ArtSeen
LIN TIANMIAO Bound Unbound
On View
Asia SocietySeptember 7, 2012 – January 27, 2013
New York
In the exhibition catalogue for Lin Tianmiao’s Bound Unbound, a grainy photograph from 1995 shows the installation work “Proliferation of Thread Winding” in its original context, a bare cement-walled apartment. A twin bed occupies most of the cramped and dimly lit room. The center of the bed is weighed down by an imploding mass of dark sewing needles, from which flow countless white silk threads gathered in balls on the floor. Nearby a pair of traditional pajama pants hangs from the ceiling, its unnaturally long legs pooling in folds on the floor. As a whole, the scene evokes a painful exorcism of childhood memories undoubtedly tinged by poverty and hard work.
Fast-forward to today and one can experience the same piece, reinstalled in the sleek Park Avenue galleries of the Asia Society as part of a retrospective of Lin’s work. the original context of worn cement walls, which linked the work to a specific time and place, the impact of “Proliferation” is diminished. In this new context the piece again seems crowded, but this time by gallery walls and other works. Video footage on display nearby of a hand rolling thread into balls seems didactic and uninspired, and the whole installation reads as pat and almost dated.
Yet this body of work undoubtedly merits contemporary attention. A member of the Apartment Art movement in 1990s Beijing that broke new ground by openly exploring the personal and the internal, Lin has successfully evaded the reductive effects of the Female Chinese Artist label, in part by refusing to engage in heavy-handed treatment of overtly “feminist” issues. Furthermore, Lin avoids grappling with the legacy of Maoist-era propagandistic visual language or with the rigid historical traditions of Chinese art, thus escaping the burden of the particular cultural artistic identity that weighs upon many of her contemporaries in China. It is therefore ironic that her early works read most powerfully in their original Chinese context—and are bled of impact within the sanitized environment of the Western museum.
When judged within the rigorous space of the white cube, many elements of Lin’s often-masterly work hold up well. In “Bound and Unbound” (1997) hundreds of household objects wrapped in silk thread successfully summon childhood memories while commenting on the simplicity of pre-boom domestic Chinese life. Here, video footage—in which a hand cuts thread identical to the warp threads onto which the video is projected—provides a delightfully thought-provoking sleight of hand. Lin’s use of cast life-sized naked figures as a method of exploring the human condition is examined in works such as “Chatting” (2004), “Mothers” (2008), and “Endless” (2004). In the latter work, male figures shrunken with age evoke suffering on the scale of Rodin’s 19th-century“Burghers of Calais.”
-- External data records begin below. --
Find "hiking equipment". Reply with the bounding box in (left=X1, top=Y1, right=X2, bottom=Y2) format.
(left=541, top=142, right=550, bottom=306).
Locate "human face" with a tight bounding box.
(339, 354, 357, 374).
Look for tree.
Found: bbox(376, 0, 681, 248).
Lin frequently pairs unlikely objects, as in the unsettling melding of synthetic bones and domestic tools in “More or Less the Same”(2011) or in her recent foray into the two-dimensional surface, “The Golden Mean” (2012).A huge frame stretched with lavishly embroidered gold silk, this work magnificently references the decorative world of Imperial China. But Lin sharply and successfully subverts and complicates this association by introducing wrapped human bones applied to the surface.
However, occasional formal missteps throughout the exhibition cannot be ignored. The clunky, open rectangular boxes standing in for heads in “Chatting” (2004) detract from the graphic honesty of the naked female bodies. Elsewhere in the exhibition, silk threads hang needlessly from figures or walls, trailing neither long enough to make a particular statement, nor short enough to be overlooked. Also, Lin’s use of color is sometimes unimaginative, as in the case of the rainbow-clad bones in “All the Same” (2011), or off-key, as with the Pepto-Bismol pink mannequins of naked elderly men.
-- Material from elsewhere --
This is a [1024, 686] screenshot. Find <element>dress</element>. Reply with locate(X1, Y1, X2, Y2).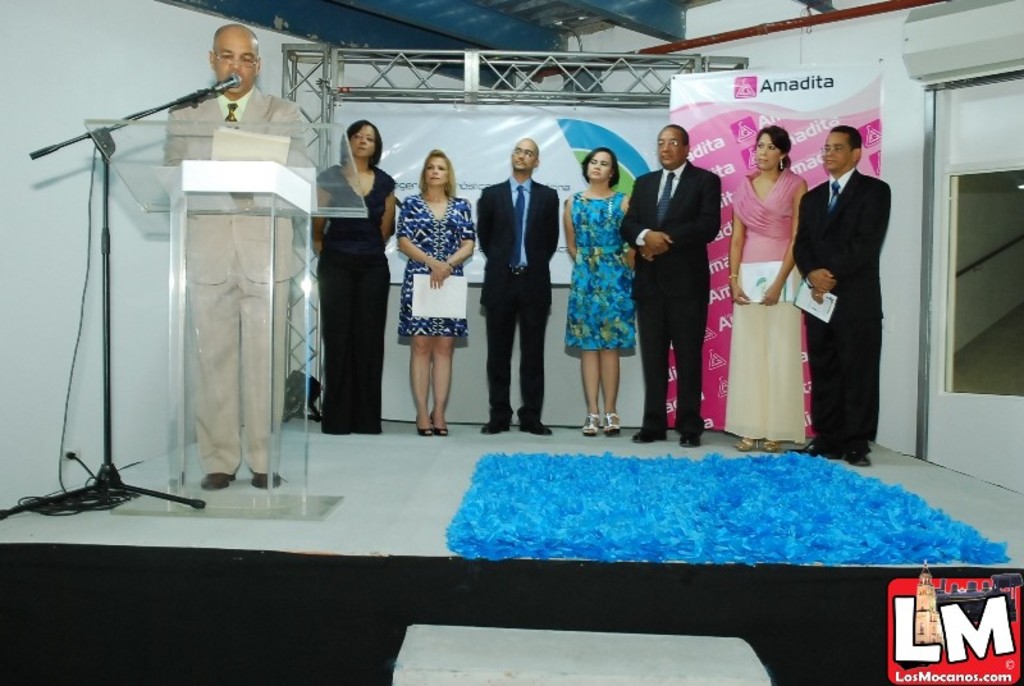
locate(573, 186, 634, 344).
Lin’s evident fascination with her materials can also distract. In “Here? Or There?” (2002), she installed a number of costumes-cum-sculptures on mannequins in front of a series of round video screens. Any resemblance to Kiki Smith’s work aside, Lin’s pieces read as extravagant extensions of the artist’s thread-winding process rather than integral elements of the installation. Women clad in the costumes seen here float through video footage of contemporary Beijing, seeming more like Photoshopped characters in a cheesy Chinese ghost tale than relevant components of the film.
Throughout the exhibition, there is an unresolved sensuality that Lin has not fully mastered. This is apparent in “Chatting”(2004), in which silk-clad figures carry weighty clusters of silk thread, dripping through their fingers or from between their legs like the most elegant effluent a woman will ever produce. Her refined sensuality is also visible in Lin’s most deeply psychological work, “Mothers” (2008). Inside a white silk-walled room, small silk-covered figures of lean hunting dogs attack a headless corpse. While the juxtaposition of the sumptuous material with the vicious animals creates a provocative duality, the nature of the material still has a distracting life of its own. Lin’s work successfully avoids the literal—but it doesn’t quite transcend it either. Sometimes strange and beautiful objects are not enough.